Restructuring education system

THE EDITOR: Open letter to Education Minister Dr Nyan Gadsby-Dolly.

The current education system is a very serious issue that requires urgent attention as it is having a detrimental effect on our children.

In my opinion, SEA and CXC exams should be something of the past. These exams produce great anxiety for our children, parents, and even grandparents. By changing the system we can prevent a lot of the adverse effects children suffer, and by extension their families.

Children who do not pass for prestige schools after writing the SEA exam may feel like failures and possibly consider a life of crime or become prone to depression.

We seem to be copying the wrong things from the US and Canada. However, our children should be promoted from primary to secondary school, then to university through a credit system as employed by the countries we strive to emulate.

The Government ought to be working towards the removal of the SEA and CXC examinations by 2023, giving itself a three-year transition period. Also, to ensure that all secondary schools evolve to prestige schools, we should examine what makes a school prestige and try to use that formula in all schools.

In my view, prestige schools, which are generally managed by religious bodies, maintain an outstanding level of discipline and expose their students to a more holistic curriculum that produces exemplary grades and young people of sterling character.

Late prime minister Dr Eric Williams, in his independence address to the nation in 1962, stated that “…the future of our children lies in their school bags.” This was relevant then, but we must evolve and adapt to the constant changes and modernise our education system.

If we did not learn anything else from covid19, we know without a doubt that the future of our children lies with technology. We should take this opportunity to make technological studies a compulsory part of the school curriculum.

This subject can be used as a diversification tool to encourage citizens to engage in trades in the technology industry. Our children can become creators and by extension leaders, which will in turn produce a direct stream of foreign exchange to address the shortage in the economy.

The time has come for TT to stop being followers and start to be innovators and inventors. We can use India as an example, as it has been receiving approximately 47 per cent of its annual income from its technology industry.

As a senior business citizen with over 60 years experience, I urge you, Madam Minister, to use your good office to propose to Cabinet that consideration be given to shifting some of funds from non-urgent capital projects to provide laptops and tablets to every school child in the country.

I am quite aware of the shortfalls within the economy, but the abrupt manner in which the Government reduced the assistance to our nationals engaged in tertiary education by 75 per cent has now put those students in a predicament. How will they now be able to continue their education?

May I suggest that consideration be given to phasing out this system in a manner that would be better and more beneficial to both the students and the Government?

I also remind you that education is an investment and the benefits will be realised through our children and the future generations to come.

In addition to the above, I recommend that every school sets up a board of directors chosen from the community and the PTA as the future of this nation will be based on the holistic development of our children and this must be everybody’s business and everyone needs be on board.

Academic excellence should not be the most important aspect of a child’s future but we should now transform our education system to implement a holistic strategy that includes involvement in community work, sports and even cultural activities which will generate a more respectable and productive generation.

I stand ready to offer any assistance on this matter since I consider it to be my patriotic duty.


Exercise:
Copy only the lines from the one containing "List every element" through the final line of the records below, exactly as written, with no pictures.
-------- Given data
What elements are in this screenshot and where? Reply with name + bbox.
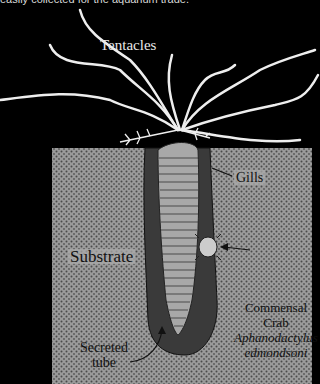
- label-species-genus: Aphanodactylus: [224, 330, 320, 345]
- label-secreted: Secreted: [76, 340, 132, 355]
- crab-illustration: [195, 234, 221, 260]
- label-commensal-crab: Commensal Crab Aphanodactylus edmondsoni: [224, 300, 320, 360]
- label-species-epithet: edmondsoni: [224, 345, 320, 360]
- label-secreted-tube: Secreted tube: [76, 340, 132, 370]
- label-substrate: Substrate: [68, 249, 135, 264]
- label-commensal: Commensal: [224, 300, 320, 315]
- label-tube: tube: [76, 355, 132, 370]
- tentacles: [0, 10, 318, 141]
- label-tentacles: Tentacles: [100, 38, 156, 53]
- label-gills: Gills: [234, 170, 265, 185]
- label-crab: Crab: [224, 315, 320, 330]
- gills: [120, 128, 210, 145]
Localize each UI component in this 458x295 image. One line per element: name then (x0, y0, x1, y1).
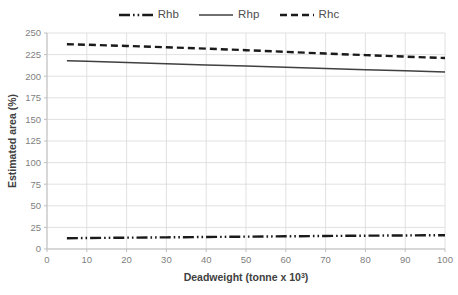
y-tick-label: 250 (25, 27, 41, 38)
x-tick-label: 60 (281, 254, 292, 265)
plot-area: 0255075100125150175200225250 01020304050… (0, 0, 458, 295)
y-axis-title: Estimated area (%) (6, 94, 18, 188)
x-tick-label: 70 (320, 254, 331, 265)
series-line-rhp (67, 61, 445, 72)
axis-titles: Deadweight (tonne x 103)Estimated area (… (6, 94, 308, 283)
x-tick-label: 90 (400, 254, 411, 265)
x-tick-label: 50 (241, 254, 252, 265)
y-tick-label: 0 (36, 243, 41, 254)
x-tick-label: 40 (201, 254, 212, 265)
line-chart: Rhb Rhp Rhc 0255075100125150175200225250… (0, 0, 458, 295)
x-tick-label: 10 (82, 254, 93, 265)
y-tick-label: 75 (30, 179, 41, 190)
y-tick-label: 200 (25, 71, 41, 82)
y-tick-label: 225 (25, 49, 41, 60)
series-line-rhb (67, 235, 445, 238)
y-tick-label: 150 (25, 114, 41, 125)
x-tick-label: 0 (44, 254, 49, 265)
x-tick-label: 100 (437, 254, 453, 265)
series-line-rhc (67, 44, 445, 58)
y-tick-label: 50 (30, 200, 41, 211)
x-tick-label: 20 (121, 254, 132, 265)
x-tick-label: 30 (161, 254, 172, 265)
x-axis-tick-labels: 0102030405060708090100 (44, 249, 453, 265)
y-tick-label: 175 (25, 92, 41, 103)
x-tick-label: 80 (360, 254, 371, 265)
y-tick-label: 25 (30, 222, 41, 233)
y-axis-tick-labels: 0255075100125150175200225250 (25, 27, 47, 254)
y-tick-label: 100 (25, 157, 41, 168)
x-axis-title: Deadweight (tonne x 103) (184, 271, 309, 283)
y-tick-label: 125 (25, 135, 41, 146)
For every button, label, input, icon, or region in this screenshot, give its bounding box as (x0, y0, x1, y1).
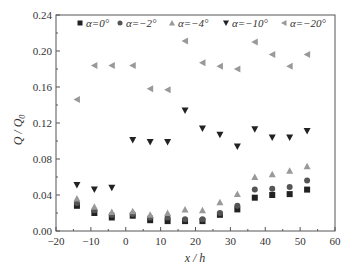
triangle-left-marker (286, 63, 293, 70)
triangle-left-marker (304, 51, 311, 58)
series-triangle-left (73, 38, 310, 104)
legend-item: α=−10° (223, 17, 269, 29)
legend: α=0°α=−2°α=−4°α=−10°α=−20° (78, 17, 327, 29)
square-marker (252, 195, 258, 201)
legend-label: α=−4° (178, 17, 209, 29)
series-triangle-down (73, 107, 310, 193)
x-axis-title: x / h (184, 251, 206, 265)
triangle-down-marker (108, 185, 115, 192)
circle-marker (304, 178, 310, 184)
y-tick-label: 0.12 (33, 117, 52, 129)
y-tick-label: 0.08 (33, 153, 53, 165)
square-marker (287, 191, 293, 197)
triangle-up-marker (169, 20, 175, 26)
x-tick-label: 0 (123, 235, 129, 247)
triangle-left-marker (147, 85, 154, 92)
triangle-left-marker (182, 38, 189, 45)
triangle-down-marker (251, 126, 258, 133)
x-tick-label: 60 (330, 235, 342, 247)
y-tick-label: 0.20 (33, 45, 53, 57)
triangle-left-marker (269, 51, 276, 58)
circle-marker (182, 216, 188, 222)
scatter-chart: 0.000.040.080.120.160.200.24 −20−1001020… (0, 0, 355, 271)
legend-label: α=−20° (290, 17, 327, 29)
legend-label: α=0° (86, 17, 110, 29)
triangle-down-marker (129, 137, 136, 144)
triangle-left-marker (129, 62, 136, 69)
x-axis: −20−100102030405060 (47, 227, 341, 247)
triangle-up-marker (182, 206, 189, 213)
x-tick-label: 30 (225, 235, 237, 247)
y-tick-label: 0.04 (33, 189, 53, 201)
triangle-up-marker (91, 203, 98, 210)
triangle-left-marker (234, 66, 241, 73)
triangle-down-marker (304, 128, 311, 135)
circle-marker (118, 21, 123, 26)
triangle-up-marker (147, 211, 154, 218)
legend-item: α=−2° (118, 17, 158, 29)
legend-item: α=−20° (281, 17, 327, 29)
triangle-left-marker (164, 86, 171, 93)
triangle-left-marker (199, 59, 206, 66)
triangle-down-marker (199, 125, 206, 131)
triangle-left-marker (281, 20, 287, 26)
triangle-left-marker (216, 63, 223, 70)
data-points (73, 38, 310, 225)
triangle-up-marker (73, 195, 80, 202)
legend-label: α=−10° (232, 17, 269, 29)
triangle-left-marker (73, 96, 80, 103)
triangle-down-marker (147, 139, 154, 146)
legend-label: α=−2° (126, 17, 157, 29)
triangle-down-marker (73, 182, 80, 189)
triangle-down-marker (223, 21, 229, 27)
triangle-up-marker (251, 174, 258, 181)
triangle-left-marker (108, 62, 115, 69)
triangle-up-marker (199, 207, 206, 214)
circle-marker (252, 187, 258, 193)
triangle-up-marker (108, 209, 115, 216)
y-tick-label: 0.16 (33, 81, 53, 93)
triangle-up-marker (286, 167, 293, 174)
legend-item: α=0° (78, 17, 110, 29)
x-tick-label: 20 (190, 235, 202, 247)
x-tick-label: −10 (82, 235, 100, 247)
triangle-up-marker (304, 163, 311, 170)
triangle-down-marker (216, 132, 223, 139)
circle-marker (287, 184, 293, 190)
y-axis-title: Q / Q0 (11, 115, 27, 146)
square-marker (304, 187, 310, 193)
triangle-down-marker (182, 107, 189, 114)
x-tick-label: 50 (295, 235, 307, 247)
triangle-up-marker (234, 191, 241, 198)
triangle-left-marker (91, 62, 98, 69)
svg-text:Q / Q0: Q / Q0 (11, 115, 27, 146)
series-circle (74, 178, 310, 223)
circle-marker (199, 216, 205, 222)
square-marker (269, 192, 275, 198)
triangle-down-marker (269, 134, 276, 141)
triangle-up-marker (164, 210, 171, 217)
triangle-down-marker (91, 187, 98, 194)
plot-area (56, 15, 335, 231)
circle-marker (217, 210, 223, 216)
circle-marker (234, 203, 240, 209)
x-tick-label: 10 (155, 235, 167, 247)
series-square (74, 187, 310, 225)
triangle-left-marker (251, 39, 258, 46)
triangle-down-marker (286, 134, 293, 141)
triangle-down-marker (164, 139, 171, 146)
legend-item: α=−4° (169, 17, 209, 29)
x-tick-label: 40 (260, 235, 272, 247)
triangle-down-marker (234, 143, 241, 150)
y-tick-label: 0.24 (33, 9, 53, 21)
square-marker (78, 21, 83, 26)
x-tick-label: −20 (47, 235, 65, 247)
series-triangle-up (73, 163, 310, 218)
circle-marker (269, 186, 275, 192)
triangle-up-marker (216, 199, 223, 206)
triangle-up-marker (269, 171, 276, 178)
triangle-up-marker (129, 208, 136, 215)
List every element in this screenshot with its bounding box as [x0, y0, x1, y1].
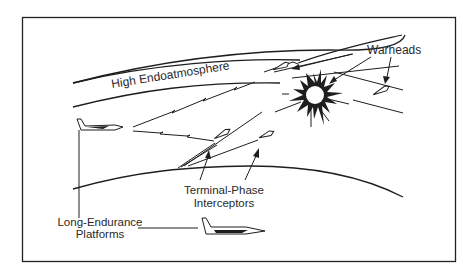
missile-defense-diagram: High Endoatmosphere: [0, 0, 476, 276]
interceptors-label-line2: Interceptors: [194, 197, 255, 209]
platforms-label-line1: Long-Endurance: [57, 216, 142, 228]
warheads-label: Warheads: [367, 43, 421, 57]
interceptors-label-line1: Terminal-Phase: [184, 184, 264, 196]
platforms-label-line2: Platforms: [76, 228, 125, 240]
----------------
Exercise response:
List every element in this screenshot with its bounding box as [x0, y0, x1, y1].
missile-defense-diagram: High Endoatmosphere: [0, 0, 476, 276]
interceptors-label-line2: Interceptors: [194, 197, 255, 209]
platforms-label-line1: Long-Endurance: [57, 216, 142, 228]
warheads-label: Warheads: [367, 43, 421, 57]
interceptors-label-line1: Terminal-Phase: [184, 184, 264, 196]
platforms-label-line2: Platforms: [76, 228, 125, 240]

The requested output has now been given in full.